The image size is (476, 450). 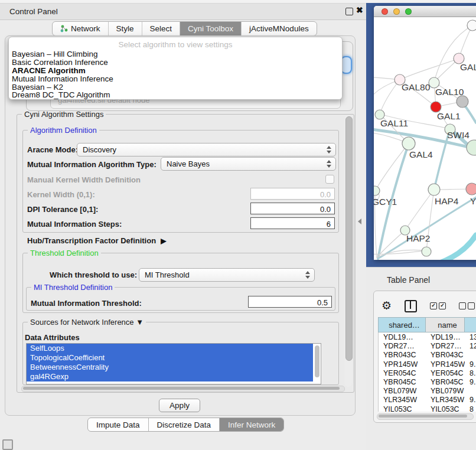 What do you see at coordinates (175, 71) in the screenshot?
I see `dropdown-item-aracne-algorithm: ARACNE Algorithm` at bounding box center [175, 71].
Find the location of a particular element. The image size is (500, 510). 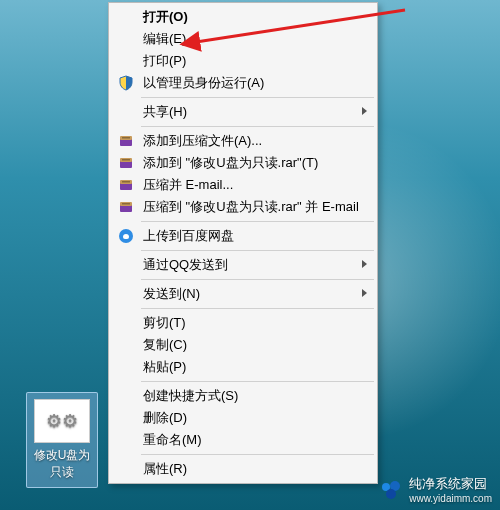

menu-share-label: 共享(H) is located at coordinates (165, 112).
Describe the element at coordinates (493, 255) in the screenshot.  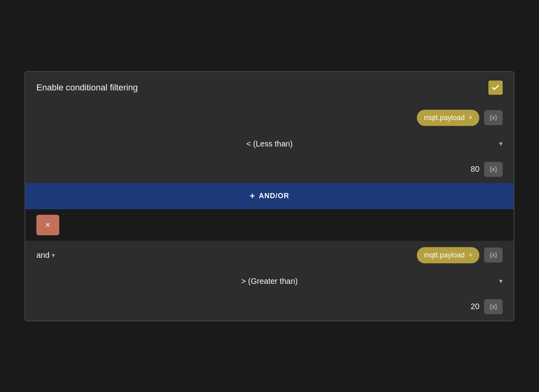
I see `condition-2-expr-btn: {x}` at that location.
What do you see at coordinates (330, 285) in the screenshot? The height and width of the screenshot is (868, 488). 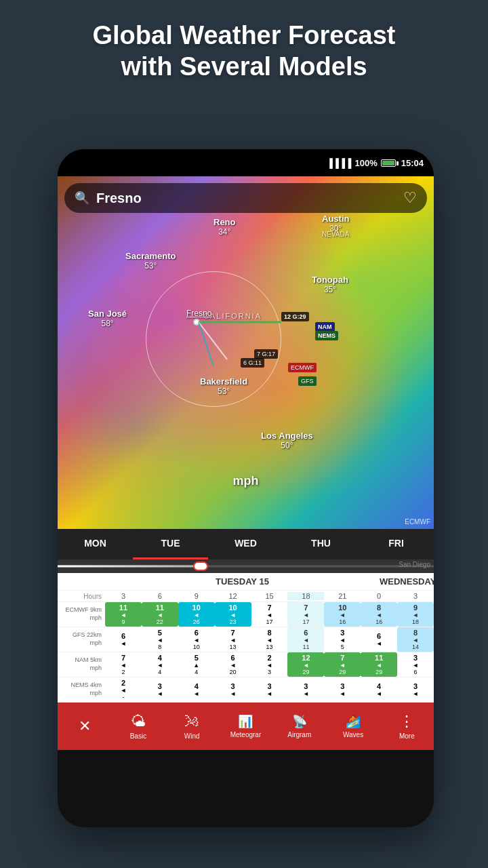 I see `map-label-tonopah: Tonopah35°` at bounding box center [330, 285].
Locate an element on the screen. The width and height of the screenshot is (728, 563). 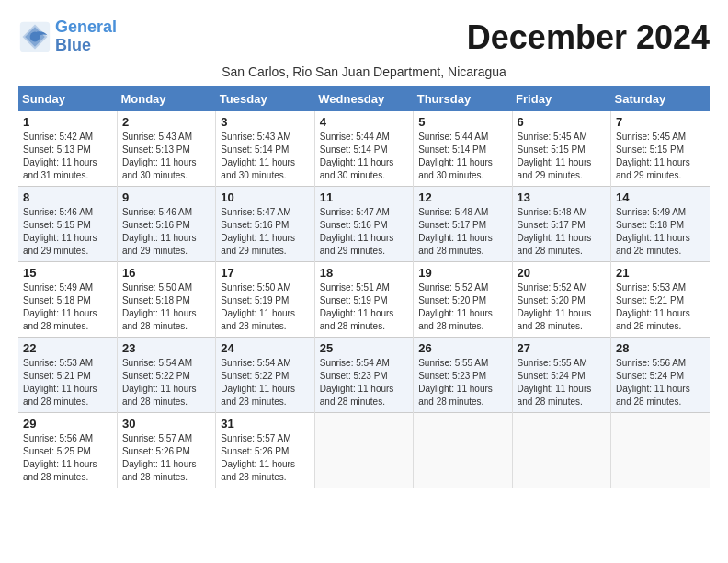
day-info: Sunrise: 5:47 AMSunset: 5:16 PMDaylight:… is located at coordinates (364, 232).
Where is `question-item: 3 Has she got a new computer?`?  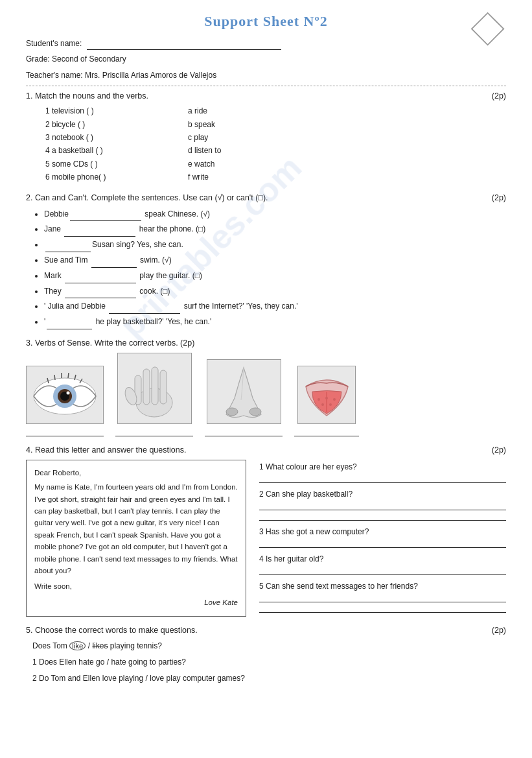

========================================================================

• _What the exercise asks_
Pictures are to be left out, and each line from the one that contains "Locate an element" through the end of the listing is to be copied exactly.

• _Answer box_
Locate an element on the screen. The width and height of the screenshot is (728, 563). 
day-info: Sunrise: 5:47 AMSunset: 5:16 PMDaylight:… is located at coordinates (364, 232).
Where is `question-item: 3 Has she got a new computer?`?  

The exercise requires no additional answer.